Educational tool. Double-check critical calculations independently.
Discriminant0
Root 10
Root 20

What is the quadratic formula?

For any equation in the form ax² + bx + c = 0 (with a ≠ 0), the solutions are x = (−b ± √(b² − 4ac)) / (2a). It works for every quadratic equation, unlike factoring, which only comes out cleanly when the roots happen to be nice whole numbers.

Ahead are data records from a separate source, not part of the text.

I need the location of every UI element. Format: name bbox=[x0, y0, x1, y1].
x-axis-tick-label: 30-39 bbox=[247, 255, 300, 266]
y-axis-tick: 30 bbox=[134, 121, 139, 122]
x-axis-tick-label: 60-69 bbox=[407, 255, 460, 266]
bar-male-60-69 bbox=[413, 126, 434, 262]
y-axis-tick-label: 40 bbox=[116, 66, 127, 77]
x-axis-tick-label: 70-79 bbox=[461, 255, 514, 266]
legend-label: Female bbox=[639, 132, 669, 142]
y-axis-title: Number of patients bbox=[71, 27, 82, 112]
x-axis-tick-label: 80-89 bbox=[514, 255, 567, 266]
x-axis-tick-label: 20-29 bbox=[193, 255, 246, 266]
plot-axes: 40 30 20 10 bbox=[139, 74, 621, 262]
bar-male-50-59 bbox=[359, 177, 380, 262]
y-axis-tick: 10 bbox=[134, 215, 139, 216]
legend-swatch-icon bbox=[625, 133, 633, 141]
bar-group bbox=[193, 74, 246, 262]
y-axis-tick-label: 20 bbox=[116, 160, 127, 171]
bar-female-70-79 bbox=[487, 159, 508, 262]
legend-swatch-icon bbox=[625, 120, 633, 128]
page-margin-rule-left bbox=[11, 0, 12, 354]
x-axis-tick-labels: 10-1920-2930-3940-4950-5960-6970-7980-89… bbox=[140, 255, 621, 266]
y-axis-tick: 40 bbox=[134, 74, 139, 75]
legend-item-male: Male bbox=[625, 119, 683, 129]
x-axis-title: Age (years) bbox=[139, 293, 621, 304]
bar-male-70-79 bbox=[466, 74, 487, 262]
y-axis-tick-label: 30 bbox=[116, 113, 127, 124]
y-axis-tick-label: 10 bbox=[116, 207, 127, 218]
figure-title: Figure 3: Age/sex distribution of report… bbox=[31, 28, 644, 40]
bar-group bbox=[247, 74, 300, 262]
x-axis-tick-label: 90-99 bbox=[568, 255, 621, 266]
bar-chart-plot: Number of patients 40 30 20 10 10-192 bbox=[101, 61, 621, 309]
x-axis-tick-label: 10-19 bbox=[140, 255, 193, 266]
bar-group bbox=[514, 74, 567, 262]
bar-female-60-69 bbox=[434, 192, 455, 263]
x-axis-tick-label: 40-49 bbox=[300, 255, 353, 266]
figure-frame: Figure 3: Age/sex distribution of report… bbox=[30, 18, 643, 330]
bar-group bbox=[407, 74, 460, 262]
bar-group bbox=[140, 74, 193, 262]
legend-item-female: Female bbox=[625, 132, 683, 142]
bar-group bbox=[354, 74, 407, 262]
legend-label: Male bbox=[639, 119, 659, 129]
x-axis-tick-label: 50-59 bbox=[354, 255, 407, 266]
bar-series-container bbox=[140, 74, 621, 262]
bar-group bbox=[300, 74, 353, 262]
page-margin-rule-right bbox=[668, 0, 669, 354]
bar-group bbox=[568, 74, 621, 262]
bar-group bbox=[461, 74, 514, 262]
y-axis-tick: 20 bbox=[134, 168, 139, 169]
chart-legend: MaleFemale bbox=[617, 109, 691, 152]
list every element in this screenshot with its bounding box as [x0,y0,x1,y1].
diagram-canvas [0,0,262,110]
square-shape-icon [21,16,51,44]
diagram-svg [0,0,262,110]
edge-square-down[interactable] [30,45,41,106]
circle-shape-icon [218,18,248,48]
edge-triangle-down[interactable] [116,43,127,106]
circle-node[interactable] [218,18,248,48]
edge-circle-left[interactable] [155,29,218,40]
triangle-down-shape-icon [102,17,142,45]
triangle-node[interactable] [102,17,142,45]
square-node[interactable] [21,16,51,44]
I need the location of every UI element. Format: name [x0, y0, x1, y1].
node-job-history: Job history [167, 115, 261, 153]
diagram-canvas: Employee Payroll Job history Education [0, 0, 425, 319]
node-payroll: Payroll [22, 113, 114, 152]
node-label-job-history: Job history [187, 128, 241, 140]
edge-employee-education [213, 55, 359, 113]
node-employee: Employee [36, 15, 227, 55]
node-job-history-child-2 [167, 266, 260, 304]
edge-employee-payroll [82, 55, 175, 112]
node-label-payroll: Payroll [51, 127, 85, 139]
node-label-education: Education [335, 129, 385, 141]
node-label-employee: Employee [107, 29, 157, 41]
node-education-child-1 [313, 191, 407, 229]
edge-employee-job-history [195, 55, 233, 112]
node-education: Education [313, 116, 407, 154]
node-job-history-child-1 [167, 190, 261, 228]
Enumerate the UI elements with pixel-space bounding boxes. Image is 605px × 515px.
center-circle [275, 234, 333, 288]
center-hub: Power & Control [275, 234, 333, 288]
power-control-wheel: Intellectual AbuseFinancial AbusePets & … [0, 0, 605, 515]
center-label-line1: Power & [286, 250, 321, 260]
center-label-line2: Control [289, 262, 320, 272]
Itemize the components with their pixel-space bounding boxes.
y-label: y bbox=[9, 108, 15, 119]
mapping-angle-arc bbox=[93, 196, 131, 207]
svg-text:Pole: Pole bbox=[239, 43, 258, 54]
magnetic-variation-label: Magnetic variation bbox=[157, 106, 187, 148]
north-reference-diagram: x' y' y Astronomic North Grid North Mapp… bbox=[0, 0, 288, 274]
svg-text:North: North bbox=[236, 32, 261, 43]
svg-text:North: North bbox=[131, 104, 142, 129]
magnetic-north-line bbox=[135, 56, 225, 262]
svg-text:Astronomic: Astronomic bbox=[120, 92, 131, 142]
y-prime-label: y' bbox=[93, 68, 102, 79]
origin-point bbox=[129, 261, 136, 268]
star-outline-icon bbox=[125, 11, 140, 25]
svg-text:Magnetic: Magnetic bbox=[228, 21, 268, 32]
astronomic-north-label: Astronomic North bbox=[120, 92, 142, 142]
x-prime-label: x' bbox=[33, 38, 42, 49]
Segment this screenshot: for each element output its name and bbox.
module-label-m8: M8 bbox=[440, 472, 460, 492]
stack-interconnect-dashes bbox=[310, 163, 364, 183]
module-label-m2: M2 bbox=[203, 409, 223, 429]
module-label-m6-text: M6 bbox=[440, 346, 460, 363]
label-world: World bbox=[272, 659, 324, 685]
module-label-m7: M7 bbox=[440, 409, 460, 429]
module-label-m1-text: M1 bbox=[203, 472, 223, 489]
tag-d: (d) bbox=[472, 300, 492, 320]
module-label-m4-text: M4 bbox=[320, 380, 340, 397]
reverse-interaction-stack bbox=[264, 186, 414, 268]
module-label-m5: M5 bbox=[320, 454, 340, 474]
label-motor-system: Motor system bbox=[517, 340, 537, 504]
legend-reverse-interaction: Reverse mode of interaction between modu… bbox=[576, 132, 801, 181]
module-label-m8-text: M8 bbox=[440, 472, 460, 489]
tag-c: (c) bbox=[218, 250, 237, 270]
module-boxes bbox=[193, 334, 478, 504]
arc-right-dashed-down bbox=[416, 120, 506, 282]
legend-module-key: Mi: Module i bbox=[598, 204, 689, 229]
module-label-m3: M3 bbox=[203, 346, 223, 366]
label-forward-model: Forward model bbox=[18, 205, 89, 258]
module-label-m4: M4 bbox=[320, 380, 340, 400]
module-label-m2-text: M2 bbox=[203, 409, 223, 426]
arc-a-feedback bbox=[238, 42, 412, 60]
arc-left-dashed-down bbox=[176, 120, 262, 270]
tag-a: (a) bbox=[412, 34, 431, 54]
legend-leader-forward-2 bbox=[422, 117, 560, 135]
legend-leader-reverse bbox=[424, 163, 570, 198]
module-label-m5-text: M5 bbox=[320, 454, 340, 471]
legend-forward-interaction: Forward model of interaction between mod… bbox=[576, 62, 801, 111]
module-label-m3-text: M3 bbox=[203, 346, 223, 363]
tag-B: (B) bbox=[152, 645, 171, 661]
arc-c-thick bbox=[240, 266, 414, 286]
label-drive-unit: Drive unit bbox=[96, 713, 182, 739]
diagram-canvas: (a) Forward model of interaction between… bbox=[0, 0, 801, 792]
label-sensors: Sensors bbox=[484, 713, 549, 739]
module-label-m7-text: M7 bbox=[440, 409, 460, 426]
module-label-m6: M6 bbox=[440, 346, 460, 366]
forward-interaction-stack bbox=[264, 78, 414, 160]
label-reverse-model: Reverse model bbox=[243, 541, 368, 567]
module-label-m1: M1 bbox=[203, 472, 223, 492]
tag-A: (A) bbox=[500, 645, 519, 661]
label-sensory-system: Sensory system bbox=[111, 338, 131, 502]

What does the discriminant tell you?

The discriminant is the part under the square root, b² − 4ac. If it's positive, there are two distinct real roots. If it's exactly zero, there's exactly one repeated real root — the parabola just touches the x-axis at a single point. If it's negative, there are no real roots at all; the two solutions form a complex conjugate pair instead.

What if a = 0?

If a = 0, the x² term vanishes and the equation collapses to bx + c = 0, a linear equation rather than a quadratic one, with at most one solution found by simple algebra instead. This calculator requires a nonzero a, since the quadratic formula divides by 2a and isn't defined when a = 0 — it flags that input with a warning.

How are complex roots interpreted?

A complex root has a real part and an imaginary part, written as real ± imaginary·i, where i represents the square root of −1. Geometrically, it means the parabola never crosses the x-axis — there's no real x value that satisfies the equation — but the solution still exists formally within the complex number system, which is standard territory in algebra, engineering, and physics once you go beyond real-number solutions.

Worked example (real roots): a=1, b=−3, c=2: discriminant = (−3)² − 4(1)(2) = 9 − 8 = 1, a perfect square, so roots = (3 ± 1)/2 = 2 and 1. Worked example (complex roots): a=1, b=2, c=5: discriminant = 4 − 20 = −16, negative, so roots = −1 ± (√16/2)i = −1 + 2i and −1 − 2i.